Technical Data
Port Specifications
- UNLOCODE
- GBAVO
- Country
- 🇬🇧 United Kingdom
Conditions
Current Weather
Location
Coordinates
51.5000°N, 2.7167°W
View on Google Maps →Live Data
Port Congestion
30-Day Berth Occupancy Trend
Waiting Vessels Trend
Port-call activity
Arrivals, time in port and cargo operations detected from AIS — the position-inferred congestion signal, with the full dwell distribution rather than a single average.
- in port
- · 12 h
- · 13 h
- · 27 h
- in port
- · 13 h
- · 2.1 d
- · 28 h
- · 48 h
- · 22 h
- · 27 h
- in port
- · 2.1 d
- · 2.4 d
- · 3 h
- · 9 h
- · 33 h
- · 17 h
- · 4.5 d
- · 30 h
- · 5 h
- · 8 h
- · 18 h
- · 25 h
- in port
- · 25 h
- · 2.2 d
- · 18 h
- · 2.9 d
- · 3 h
Expected arrivals
4 inboundVessels underway broadcasting a destination that resolves to this port, closest first. Distance is the real sea route (around land and through canals); the computed ETA is at the vessel’s passage speed. The crew’s own reported ETA is shown alongside for comparison.
| Vessel | Type | Distance | Speed | ETA (computed) | Crew ETA |
|---|---|---|---|---|---|
| AASVIK | General Cargo | 57 nm | 2.8 kn | 30 Jun | 30 Jun |
| WILSON AVEIRO | General Cargo | 334 nm | 7.1 kn | 2 Jul | 1 Jul |
| ARKLOW VILLA | General Cargo | 363 nm | 9.9 kn | 1 Jul | 30 Jun |
| MOHAC | Bulk Carrier | 1739 nm | 11.4 kn | 6 Jul | 6 Jul |
Risk & quality
Port risk & quality
A coverage-weighted blend of recorded Port-State-Control detentions, marine casualties and live congestion at Avonmouth. Higher means more risk exposure for a ship calling here — it is a count of recorded events, not a judgement of the port's management.
Built from 67% of the three signals.
Method. Each signal is normalised to 0–10 against an empirical cap, then blended weighting safety (detentions 0.40, casualties 0.35) above operational congestion (0.25). A port is scored only on the signals it has data for, and the weights renormalise — a missing signal is never credited as a safe 0.
Coverage. PSC and casualty data here is regional (US, UK, Canada), so most ports show only congestion and carry a low-confidence flag. Detention/casualty counts come from a country-scoped name match (≈60% of US detentions resolve); unmatched records are dropped, not force-fit.
Detention and casualty signals are screened against open port-state-control and marine-casualty records, combined with our own AIS-derived congestion. Updated Jun 23, 2026.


▶ [TASK GOAL]:
Give back the records below exactly, every one, with no pictures.

▶ [SUPPLIED DATA]:
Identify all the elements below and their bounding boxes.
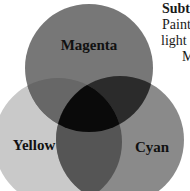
side-line-2: light	[161, 33, 187, 49]
magenta-label: Magenta	[61, 37, 118, 53]
yellow-label: Yellow	[13, 137, 56, 153]
side-line-1: Paint	[162, 17, 190, 33]
cyan-label: Cyan	[135, 139, 170, 155]
side-line-3: M	[182, 49, 190, 65]
side-heading: Subt	[162, 1, 190, 17]
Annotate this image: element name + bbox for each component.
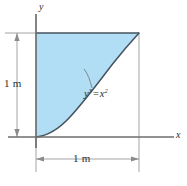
horizontal-dimension-label: 1 m (73, 153, 91, 164)
x-axis-label: x (176, 130, 180, 140)
arrowhead-left (36, 156, 44, 161)
arrowhead-right (131, 156, 139, 161)
arrowhead-down (14, 129, 19, 137)
vertical-dimension-label: 1 m (4, 78, 22, 89)
equation-operator: = (92, 88, 100, 99)
figure-container: y x 1 m 1 m y3=x2 (0, 0, 187, 186)
arrowhead-up (14, 33, 19, 41)
curve-equation-label: y3=x2 (84, 89, 108, 100)
shaded-area (36, 33, 139, 137)
equation-x-exponent: 2 (105, 87, 108, 94)
y-axis-label: y (39, 2, 43, 12)
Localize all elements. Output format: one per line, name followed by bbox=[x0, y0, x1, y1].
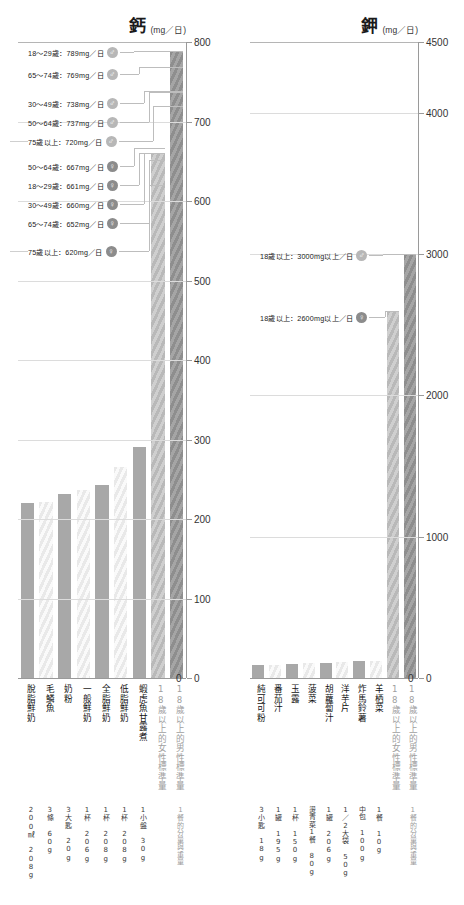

▶ [EXERCISE OUTPUT]:
Identify all the elements below and their bounding boxes.
side-line-2: light	[161, 33, 187, 49]
magenta-label: Magenta	[61, 37, 118, 53]
yellow-label: Yellow	[13, 137, 56, 153]
side-line-1: Paint	[162, 17, 190, 33]
cyan-label: Cyan	[135, 139, 170, 155]
side-line-3: M	[182, 49, 190, 65]
side-heading: Subt	[162, 1, 190, 17]
Annotate this image: element name + bbox for each component.
horizontal-dimension-label: 1 m (73, 153, 91, 164)
x-axis-label: x (176, 130, 180, 140)
arrowhead-left (36, 156, 44, 161)
arrowhead-right (131, 156, 139, 161)
arrowhead-down (14, 129, 19, 137)
vertical-dimension-label: 1 m (4, 78, 22, 89)
equation-operator: = (92, 88, 100, 99)
figure-container: y x 1 m 1 m y3=x2 (0, 0, 187, 186)
arrowhead-up (14, 33, 19, 41)
curve-equation-label: y3=x2 (84, 89, 108, 100)
shaded-area (36, 33, 139, 137)
equation-x-exponent: 2 (105, 87, 108, 94)
y-axis-label: y (39, 2, 43, 12)
Localize all elements. Output format: one per line, name followed by bbox=[x0, y0, x1, y1].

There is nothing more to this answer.